Hattrick operates demolition jobs on certain ideas and research studies surrounding this illness. She devotes a Chapter to research carried out in 2011 in the UK known as the PACE trial which purported to show that graded exercise and CBT were effective treatments for chronic fatigue symptom ‘despite reports by patients organisations that these treatments were ineffective and even harmful.’ Behind all the jargon, the underlying thinking of the PACE trial seems to be that chronic fatigue syndrome is reversible and behavioural – in other words, take more exercise! Is this not the equivalent of telling someone they need to get out more, or get a life? No doubt sufferers would be the first to admit that they need to get out more but would really like some help from the medical profession with that objective, help which appears not to be forthcoming in any useful or meaningful way. The author writes:
“What I know is: you will be told at some point in your life – if you haven’t already, which is likely especially if you present as female – that the ill feelings in your body cannot be entirely explained.. They will look for all the things they know the shape of, and find nothing. You might be told: you are stressed, or you are anxious, or you need to go to a support group even though they know there aren’t any, or aqua aerobics on Wednesdays.”
In this multi-layered approach to history, biography and analysis, Hattrick’s writing style is part poetry, part scientific essay, part autobiography, part investigation into the diaries and letters of (female) artists who have suffered from similar unrecognised or misdiagnosed conditions (Virginia Woolf, Louise Bourgoise, Elizabeth Barrett-Browning).

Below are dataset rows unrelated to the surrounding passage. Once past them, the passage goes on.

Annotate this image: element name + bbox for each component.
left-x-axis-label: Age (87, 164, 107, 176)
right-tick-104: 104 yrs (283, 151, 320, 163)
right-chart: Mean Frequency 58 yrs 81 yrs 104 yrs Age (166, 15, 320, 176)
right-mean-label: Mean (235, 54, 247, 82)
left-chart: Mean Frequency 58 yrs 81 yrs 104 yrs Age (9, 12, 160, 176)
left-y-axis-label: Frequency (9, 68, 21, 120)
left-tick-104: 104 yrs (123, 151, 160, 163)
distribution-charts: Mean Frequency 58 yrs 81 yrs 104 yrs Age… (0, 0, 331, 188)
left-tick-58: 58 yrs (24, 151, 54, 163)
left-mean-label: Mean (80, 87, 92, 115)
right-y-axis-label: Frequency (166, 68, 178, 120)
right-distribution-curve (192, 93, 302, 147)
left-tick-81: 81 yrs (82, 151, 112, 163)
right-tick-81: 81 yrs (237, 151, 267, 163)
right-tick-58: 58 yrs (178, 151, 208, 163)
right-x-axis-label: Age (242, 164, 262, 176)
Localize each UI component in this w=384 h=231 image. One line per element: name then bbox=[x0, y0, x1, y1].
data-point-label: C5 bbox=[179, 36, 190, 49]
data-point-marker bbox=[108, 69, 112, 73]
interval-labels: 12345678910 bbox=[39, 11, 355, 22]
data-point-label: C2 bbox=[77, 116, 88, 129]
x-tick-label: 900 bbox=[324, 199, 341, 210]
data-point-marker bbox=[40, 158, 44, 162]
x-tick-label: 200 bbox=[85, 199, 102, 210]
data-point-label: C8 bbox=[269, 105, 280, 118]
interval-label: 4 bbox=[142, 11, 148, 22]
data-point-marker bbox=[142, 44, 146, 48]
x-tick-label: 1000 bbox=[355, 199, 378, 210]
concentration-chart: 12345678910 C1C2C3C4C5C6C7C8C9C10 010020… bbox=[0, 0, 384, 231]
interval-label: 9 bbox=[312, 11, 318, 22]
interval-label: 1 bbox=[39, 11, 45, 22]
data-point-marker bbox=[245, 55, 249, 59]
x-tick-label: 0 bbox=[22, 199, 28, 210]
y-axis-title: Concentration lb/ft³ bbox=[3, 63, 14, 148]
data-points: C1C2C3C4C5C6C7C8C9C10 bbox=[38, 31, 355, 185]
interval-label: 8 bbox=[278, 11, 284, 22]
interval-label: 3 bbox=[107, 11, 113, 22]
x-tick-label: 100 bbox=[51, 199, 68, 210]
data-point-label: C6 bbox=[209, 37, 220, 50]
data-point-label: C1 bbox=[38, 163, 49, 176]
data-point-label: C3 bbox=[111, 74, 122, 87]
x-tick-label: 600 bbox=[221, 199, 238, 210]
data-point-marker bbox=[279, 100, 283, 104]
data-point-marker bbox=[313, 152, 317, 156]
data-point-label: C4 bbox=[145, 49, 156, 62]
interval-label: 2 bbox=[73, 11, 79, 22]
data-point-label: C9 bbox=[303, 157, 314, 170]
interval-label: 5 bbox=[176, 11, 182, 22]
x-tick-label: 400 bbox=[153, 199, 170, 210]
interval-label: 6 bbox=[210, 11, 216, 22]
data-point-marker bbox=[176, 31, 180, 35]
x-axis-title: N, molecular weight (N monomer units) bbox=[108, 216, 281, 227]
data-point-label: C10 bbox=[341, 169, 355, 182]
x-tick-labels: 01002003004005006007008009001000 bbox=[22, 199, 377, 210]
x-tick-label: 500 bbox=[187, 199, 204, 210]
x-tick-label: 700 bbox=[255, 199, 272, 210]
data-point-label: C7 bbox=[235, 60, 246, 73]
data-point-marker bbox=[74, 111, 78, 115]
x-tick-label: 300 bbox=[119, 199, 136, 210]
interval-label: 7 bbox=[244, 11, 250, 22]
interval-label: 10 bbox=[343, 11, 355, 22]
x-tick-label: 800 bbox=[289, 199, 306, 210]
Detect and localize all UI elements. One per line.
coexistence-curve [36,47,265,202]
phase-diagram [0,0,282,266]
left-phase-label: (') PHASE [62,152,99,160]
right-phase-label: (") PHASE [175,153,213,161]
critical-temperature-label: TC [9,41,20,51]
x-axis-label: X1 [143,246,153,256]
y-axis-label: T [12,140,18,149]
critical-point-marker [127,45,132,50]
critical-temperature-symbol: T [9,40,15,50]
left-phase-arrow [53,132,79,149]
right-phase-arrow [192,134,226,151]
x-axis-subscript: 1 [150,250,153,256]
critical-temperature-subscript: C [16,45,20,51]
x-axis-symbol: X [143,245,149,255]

Hattrick’s book reminds me somewhat of her stablemate Maria Stepanova’s In Memory of Memory. Some illnesses have a beginning a middle and an end. Some are circular. In this illness is like life. Illness is part of life and even without the jargon of ‘recovery outcomes’ people can still lead valuable lives. This understanding seems to be entirely missing from society’s modern (or perhaps not so modern) ideas about disability and validity. Remember the word ‘invalid’? It’s been outlawed but the thinking is still there.
Accepting chronic illness may be its own outcome. But as Hattrick points out, accepting chronic illness is not the same as accepting bad care or bad politics.
I heartily recommend this book for anyone suffering or merely interested in the subject of chronic illness, or just as a valuable read.
2 responses to “‘ Chronic Illness, Bad Care and Bad Politics’: A Review of ILL FEELINGS by Alice Hattrick”
This sounds really interesting. Thanks for the review.
Thank you and thank you for reading and commenting.